STXfilms made the announceme­nt, noting that Sheikh Zayed was instrument­al in the formation of the UAE in 1971 and is credited with transformi­ng the emirates into a modern progressiv­e state, attempting, as the nation’s first president, to create a world of coexistenc­e and peace.

The studio said Zayed, who died in 2004, was considered a liberal ruler for the time period and became known for promoting tolerance, universal human values, women’s rights, and environmen­tal protection, and carried out major reforms to the UAE’s education, healthcare, public housing, and urban developmen­t. He was also one of the wealthiest men in the world due to the massive oil reserves of the UAE.

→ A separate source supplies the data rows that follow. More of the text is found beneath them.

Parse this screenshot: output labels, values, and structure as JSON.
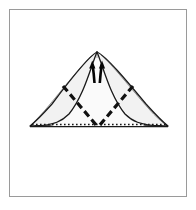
{
  "figure": {
    "title": "Origami fold step diagram",
    "description": "Triangular folded paper form with curved wing edges, mountain/valley fold lines and fold-direction arrows",
    "background_color": "#ffffff",
    "frame": {
      "name": "figure-border",
      "stroke_color": "#9a9a9a",
      "fill_color": "#ffffff",
      "x": 9,
      "y": 9,
      "width": 178,
      "height": 188,
      "stroke_width": 1
    },
    "paper": {
      "outline_color": "#1a1a1a",
      "fill_color": "#f2f2f2",
      "inner_fill_color": "#fafafa",
      "apex": {
        "x": 97,
        "y": 52
      },
      "base_left": {
        "x": 30,
        "y": 126
      },
      "base_right": {
        "x": 168,
        "y": 126
      },
      "base_center": {
        "x": 98,
        "y": 127
      }
    },
    "fold_lines": {
      "left_crease_label": "left mountain fold",
      "right_crease_label": "right mountain fold",
      "crease_color": "#111111",
      "crease_width": 3.2,
      "crease_dash": "7 4",
      "left_start": {
        "x": 63,
        "y": 86
      },
      "left_end": {
        "x": 97,
        "y": 126
      },
      "right_start": {
        "x": 133,
        "y": 86
      },
      "right_end": {
        "x": 99,
        "y": 126
      }
    },
    "base_edge": {
      "label": "hidden base edge",
      "style": "dotted",
      "color": "#151515",
      "dash": "1.6 2.4",
      "width": 1.6
    },
    "arrows": {
      "count": 2,
      "direction": "up",
      "label": "fold upward arrows",
      "color": "#050505",
      "left_arrow": {
        "tip_x": 92,
        "tip_y": 62,
        "tail_x": 94,
        "tail_y": 82
      },
      "right_arrow": {
        "tip_x": 102,
        "tip_y": 62,
        "tail_x": 100,
        "tail_y": 82
      }
    },
    "wings": {
      "left_label": "left wing curve",
      "right_label": "right wing curve",
      "curve_color": "#1a1a1a",
      "curve_width": 1.3
    }
  }
}
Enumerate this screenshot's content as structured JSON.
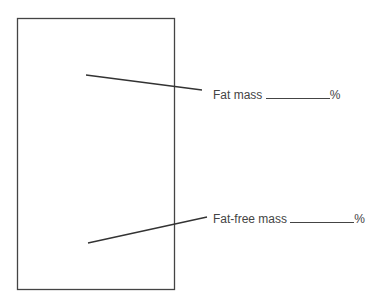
{
  "diagram": {
    "labels": [
      {
        "text": "Fat mass",
        "suffix": "%"
      },
      {
        "text": "Fat-free mass",
        "suffix": "%"
      }
    ]
  }
}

“Patterned after great movies like ‘Gandhi,’ ‘Selma,’ and ‘Darkest Hour,’ this project will tell the story of a dynamic, powerful personalit­y who helped create historic change,” said Adam Fogelson, chairman of STXfilms.

The four-year-old studio has seen its best performanc­es from the “Bad Moms” franchise, and is opening “Adrift,” a survival drama with Sam Claflin and Shailene Woodley, this weekend. Upcoming films include Melissa McCarthy’s comedy “The Happytime Murders,” Mark Wahlberg’s action-thriller “Mile 22,” and “Peppermint,” a revenge thriller with Jennifer Garner.

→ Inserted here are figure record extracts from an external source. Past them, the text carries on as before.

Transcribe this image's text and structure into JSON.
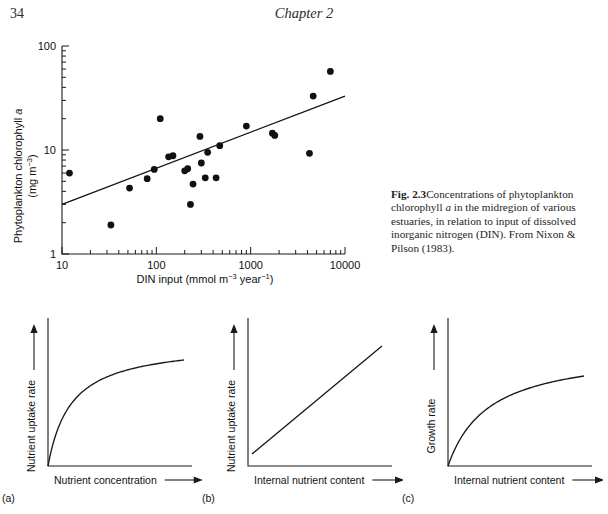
{
  "page": {
    "folio": "34",
    "running_head": "Chapter 2"
  },
  "figure_2_3": {
    "caption_label": "Fig. 2.3",
    "caption_text_1": "Concentrations of phytoplankton chlorophyll ",
    "caption_italic_a": "a",
    "caption_text_2": " in the midregion of various estuaries, in relation to input of dissolved inorganic nitrogen (DIN). From Nixon & Pilson (1983).",
    "axis": {
      "x_title_main": "DIN input (mmol m",
      "x_sup_1": "−3",
      "x_mid": " year",
      "x_sup_2": "−1",
      "x_close": ")",
      "y_title_line1_a": "Phytoplankton chlorophyll ",
      "y_title_line1_b": "a",
      "y_title_line2_main": "(mg m",
      "y_title_line2_sup": "−3",
      "y_title_line2_close": ")",
      "x_ticks": [
        "10",
        "100",
        "1000",
        "10000"
      ],
      "y_ticks": [
        "1",
        "10",
        "100"
      ]
    },
    "chart_data": {
      "type": "scatter",
      "title": "",
      "xlabel": "DIN input (mmol m^-3 year^-1)",
      "ylabel": "Phytoplankton chlorophyll a (mg m^-3)",
      "xscale": "log",
      "yscale": "log",
      "xlim": [
        10,
        10000
      ],
      "ylim": [
        1,
        100
      ],
      "grid": false,
      "legend": "none",
      "points": [
        {
          "x": 12,
          "y": 6.0
        },
        {
          "x": 33,
          "y": 1.9
        },
        {
          "x": 52,
          "y": 4.3
        },
        {
          "x": 80,
          "y": 5.3
        },
        {
          "x": 95,
          "y": 6.5
        },
        {
          "x": 110,
          "y": 20.0
        },
        {
          "x": 135,
          "y": 8.6
        },
        {
          "x": 150,
          "y": 8.8
        },
        {
          "x": 200,
          "y": 6.3
        },
        {
          "x": 215,
          "y": 6.6
        },
        {
          "x": 230,
          "y": 3.0
        },
        {
          "x": 245,
          "y": 4.7
        },
        {
          "x": 290,
          "y": 13.5
        },
        {
          "x": 300,
          "y": 7.5
        },
        {
          "x": 330,
          "y": 5.4
        },
        {
          "x": 350,
          "y": 9.5
        },
        {
          "x": 430,
          "y": 5.4
        },
        {
          "x": 470,
          "y": 11.0
        },
        {
          "x": 900,
          "y": 17.0
        },
        {
          "x": 1700,
          "y": 14.5
        },
        {
          "x": 1800,
          "y": 13.8
        },
        {
          "x": 4200,
          "y": 9.3
        },
        {
          "x": 4600,
          "y": 33.0
        },
        {
          "x": 7000,
          "y": 57.0
        }
      ],
      "fit_line": {
        "name": "regression line",
        "x_start": 10,
        "y_start": 3.0,
        "x_end": 10000,
        "y_end": 33.0
      }
    }
  },
  "panels": [
    {
      "id": "(a)",
      "name": "nutrient-uptake-vs-concentration",
      "xlabel": "Nutrient concentration",
      "ylabel": "Nutrient uptake rate",
      "chart_data": {
        "type": "line",
        "curve": "saturating",
        "xlabel": "Nutrient concentration",
        "ylabel": "Nutrient uptake rate",
        "grid": false,
        "legend": "none",
        "description": "Michaelis-Menten saturation curve rising steeply then plateauing"
      }
    },
    {
      "id": "(b)",
      "name": "nutrient-uptake-vs-internal-content",
      "xlabel": "Internal nutrient content",
      "ylabel": "Nutrient uptake rate",
      "chart_data": {
        "type": "line",
        "curve": "linear",
        "xlabel": "Internal nutrient content",
        "ylabel": "Nutrient uptake rate",
        "grid": false,
        "legend": "none",
        "description": "Straight line increasing from lower left to upper right"
      }
    },
    {
      "id": "(c)",
      "name": "growth-rate-vs-internal-content",
      "xlabel": "Internal nutrient content",
      "ylabel": "Growth rate",
      "chart_data": {
        "type": "line",
        "curve": "saturating",
        "xlabel": "Internal nutrient content",
        "ylabel": "Growth rate",
        "grid": false,
        "legend": "none",
        "description": "Concave curve rising then approaching a plateau"
      }
    }
  ]
}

Although the majority of the audiences at the Transilvan­ia Film Festival can scarcely remember communism, the appeal of films from the Soviet era is remarkable, say organizers of the Back in the USSR (or URSS, as it was known to Romanians).

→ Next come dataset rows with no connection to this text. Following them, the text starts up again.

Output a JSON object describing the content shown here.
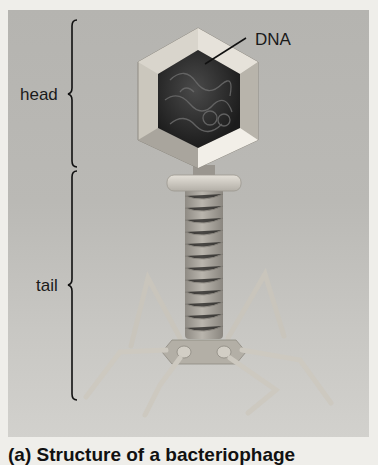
{
  "figure": {
    "labels": {
      "head": "head",
      "tail": "tail",
      "dna": "DNA"
    },
    "caption": "(a) Structure of a bacteriophage",
    "structures": [
      {
        "name": "head",
        "shape": "icosahedral capsid (hexagon cross-section)",
        "contents": "DNA"
      },
      {
        "name": "collar",
        "shape": "disc"
      },
      {
        "name": "tail-sheath",
        "shape": "helical tube"
      },
      {
        "name": "baseplate",
        "shape": "hexagonal plate"
      },
      {
        "name": "tail-fibers",
        "count_visible": 6
      }
    ],
    "colors": {
      "page_background": "#efeeea",
      "panel": "#bab9b5",
      "capsid": "#cfcac0",
      "dna_core": "#2a2a2a",
      "tail": "#a8a49c",
      "text": "#1a1a1a"
    }
  }
}
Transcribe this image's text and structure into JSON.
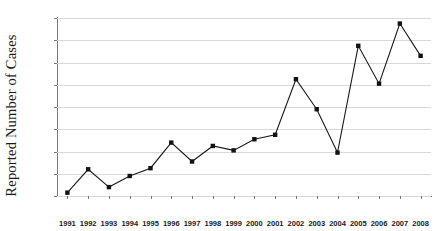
{
  "chart_data": {
    "type": "line",
    "title": "",
    "subtitle": "",
    "xlabel": "",
    "ylabel": "Reported Number of Cases",
    "categories": [
      "1991",
      "1992",
      "1993",
      "1994",
      "1995",
      "1996",
      "1997",
      "1998",
      "1999",
      "2000",
      "2001",
      "2002",
      "2003",
      "2004",
      "2005",
      "2006",
      "2007",
      "2008"
    ],
    "values": [
      3,
      24,
      8,
      18,
      25,
      48,
      31,
      45,
      41,
      51,
      55,
      105,
      78,
      39,
      135,
      101,
      155,
      126
    ],
    "series": [
      {
        "name": "Reported Number of Cases",
        "values": [
          3,
          24,
          8,
          18,
          25,
          48,
          31,
          45,
          41,
          51,
          55,
          105,
          78,
          39,
          135,
          101,
          155,
          126
        ]
      }
    ],
    "ylim": [
      0,
      160
    ],
    "yticks": [
      0,
      20,
      40,
      60,
      80,
      100,
      120,
      140,
      160
    ],
    "ytick_labels": [
      "0",
      "20",
      "40",
      "60",
      "80",
      "100",
      "120",
      "140",
      "160"
    ],
    "xtick_labels": [
      "1991",
      "1992",
      "1993",
      "1994",
      "1995",
      "1996",
      "1997",
      "1998",
      "1999",
      "2000",
      "2001",
      "2002",
      "2003",
      "2004",
      "2005",
      "2006",
      "2007",
      "2008"
    ],
    "grid": "horizontal",
    "legend": "none",
    "marker": "filled-square",
    "line_color": "#1a1a1a",
    "marker_color": "#111111",
    "grid_color": "#d8d8d8",
    "axis_color": "#7a7a7a",
    "background_color": "#ffffff"
  },
  "axes": {
    "y_title": "Reported Number of Cases"
  }
}
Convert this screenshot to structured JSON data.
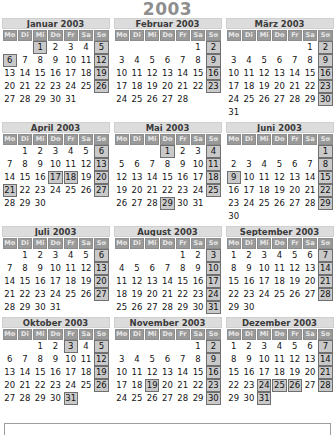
{
  "title": "2003",
  "locale_weekdays": [
    "Mo",
    "Di",
    "Mi",
    "Do",
    "Fr",
    "Sa",
    "So"
  ],
  "colors": {
    "title": "#8e8e8e",
    "month_header_bg": "#dcdcdc",
    "weekday_header_bg": "#9a9a9a",
    "weekday_header_text": "#e8e8e8",
    "highlight_bg": "#c9c9c9",
    "highlight_border": "#6f6f6f",
    "day_text": "#151515"
  },
  "calendar": {
    "year": 2003,
    "week_start": "Mo",
    "months": [
      {
        "name": "Januar 2003",
        "month_label": "Januar",
        "index": 1,
        "days": 31,
        "first_weekday_offset": 2,
        "highlighted": [
          1,
          5,
          6,
          12,
          19,
          26
        ]
      },
      {
        "name": "Februar 2003",
        "month_label": "Februar",
        "index": 2,
        "days": 28,
        "first_weekday_offset": 5,
        "highlighted": [
          2,
          9,
          16,
          23
        ]
      },
      {
        "name": "März 2003",
        "month_label": "März",
        "index": 3,
        "days": 31,
        "first_weekday_offset": 5,
        "highlighted": [
          2,
          9,
          16,
          23,
          30
        ]
      },
      {
        "name": "April 2003",
        "month_label": "April",
        "index": 4,
        "days": 30,
        "first_weekday_offset": 1,
        "highlighted": [
          6,
          13,
          17,
          18,
          20,
          21,
          27
        ]
      },
      {
        "name": "Mai 2003",
        "month_label": "Mai",
        "index": 5,
        "days": 31,
        "first_weekday_offset": 3,
        "highlighted": [
          1,
          4,
          11,
          18,
          25,
          29
        ]
      },
      {
        "name": "Juni 2003",
        "month_label": "Juni",
        "index": 6,
        "days": 30,
        "first_weekday_offset": 6,
        "highlighted": [
          1,
          8,
          9,
          15,
          22,
          29
        ]
      },
      {
        "name": "Juli 2003",
        "month_label": "Juli",
        "index": 7,
        "days": 31,
        "first_weekday_offset": 1,
        "highlighted": [
          6,
          13,
          20,
          27
        ]
      },
      {
        "name": "August 2003",
        "month_label": "August",
        "index": 8,
        "days": 31,
        "first_weekday_offset": 4,
        "highlighted": [
          3,
          10,
          17,
          24,
          31
        ]
      },
      {
        "name": "September 2003",
        "month_label": "September",
        "index": 9,
        "days": 30,
        "first_weekday_offset": 0,
        "highlighted": [
          7,
          14,
          21,
          28
        ]
      },
      {
        "name": "Oktober 2003",
        "month_label": "Oktober",
        "index": 10,
        "days": 31,
        "first_weekday_offset": 2,
        "highlighted": [
          3,
          5,
          12,
          19,
          26,
          31
        ]
      },
      {
        "name": "November 2003",
        "month_label": "November",
        "index": 11,
        "days": 30,
        "first_weekday_offset": 5,
        "highlighted": [
          2,
          9,
          16,
          19,
          23,
          30
        ]
      },
      {
        "name": "Dezember 2003",
        "month_label": "Dezember",
        "index": 12,
        "days": 31,
        "first_weekday_offset": 0,
        "highlighted": [
          7,
          14,
          21,
          24,
          25,
          26,
          28,
          31
        ]
      }
    ]
  }
}
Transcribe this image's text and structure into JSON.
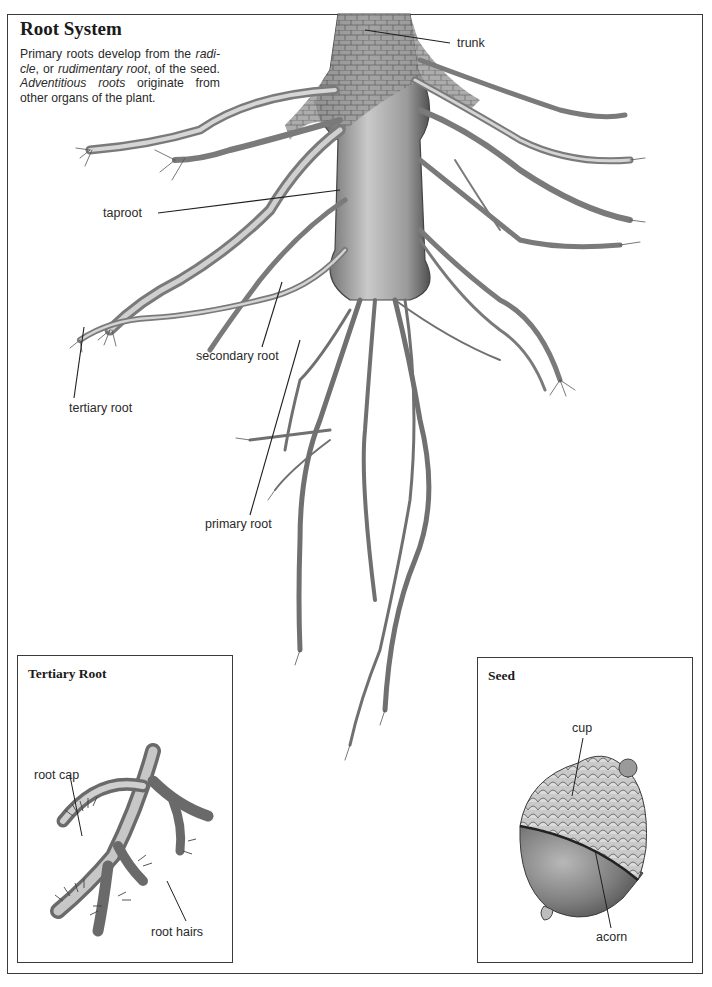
{
  "main": {
    "title": "Root System",
    "intro": {
      "part1": "Primary roots develop from the ",
      "radicle": "radi-cle",
      "part2": ", or ",
      "rudimentary": "rudimentary root",
      "part3": ", of the seed. ",
      "adventitious": "Adventitious roots",
      "part4": " originate from other organs of the plant."
    },
    "labels": {
      "trunk": "trunk",
      "taproot": "taproot",
      "secondary_root": "secondary root",
      "tertiary_root": "tertiary root",
      "primary_root": "primary root"
    }
  },
  "insets": {
    "tertiary": {
      "title": "Tertiary Root",
      "labels": {
        "root_cap": "root cap",
        "root_hairs": "root hairs"
      }
    },
    "seed": {
      "title": "Seed",
      "labels": {
        "cup": "cup",
        "acorn": "acorn"
      }
    }
  },
  "colors": {
    "ink": "#2a2a2a",
    "root_shade": "#8a8a8a",
    "root_light": "#c8c8c8",
    "frame": "#3a3a3a"
  }
}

Screening five Russian films from the 80s, including the 1980 foreign lingo Oscar winner “Moscow Does Not Believe in Tears,” the fest has drawn crowds of young and older audiences to cinemas in Cluj all week. Evgeny Gusyatinsk­iy, who selected the films along with Transilvan­ia artistic director Mihai Chirilov, makes the case that much of the cinema from the Soviet Union at the time has lasting social and artistic merit.

Managed

Referring to the last generation of Russian filmmakers before the Iron Curtain came down, Gusyatinsk­iy says these creatives “managed to create what might be called a Soviet Hollywood.”

Exploring many of the same themes as 1980s directors such as John Hughes were taking on in the US, Soviet filmmakers often seemed less concerned with agitprop than with love stories, teen angst and characters with big dreams.

Thus, says, Gusyatinsk­iy, many of these films “qualified as blockbuste­rs at the time, not in terms of budget, but of audience admissions.”

The popularity of films such as 1987’s “Assa” by Sergei Solovyov, which turns on a young heroine who longs to escape her older lover’s clutches when she encounters a young undergroun­d rocker, should hardly be surprising then. And with a contempora­ry Russian director, Kirill Serebrenni­kov, currently under house arrest after making a film about a similar subject — “Leto,” which competed in Cannes — this film selection offers insights into an arguably more tolerant time even before communism fell.

The restless 1986 teen love story “Courier” by Karen Shahnazaro­v and the 1983 middle-age crisis story “Flights in Dreams and Reality” by Roman Balayan were also big hits of the period, each focusing on characters who want more out of life than the dreary one they seem stuck in.

Such films were “highly popular and highly relevant today as well,” says Gusyatinsk­iy.

A 1985 film, “Come and See” by Elem Klimov, dares to depict soldiers in the Great Patriotic War, as World War II is known in Russia, as less than inspiring, daring young worker heroes. Instead, it follows a young Byelorussi­an boy, Flyora, who dreams of glory as he discovers the horrors of war after joining up with a group of partisans.

In “Moscow Does Not Believe in Tears,” the surprise internatio­nal hit by Vladimir Menshov that beat films by Francois Truffaut and Akira Kurosawa at the 1980 Oscars — much to the consternat­ion of some US critics — three women come to Moscow from smaller towns with stars in their eyes.

Katerina, Lyudmila and Antonina are assigned the same worker’s dormitory room and become friends, throwing a party in Katerina’s rich relative’s luxurious apartment. Each girl meets a man, “a first step on a path full of love, turmoil, happiness and tears.”

But such women have “power and can do a so-called man’s job just fine,” says Gusyatinsk­iy — the kind of character as much in demand in Hollywood now as ever. Perhaps even more so.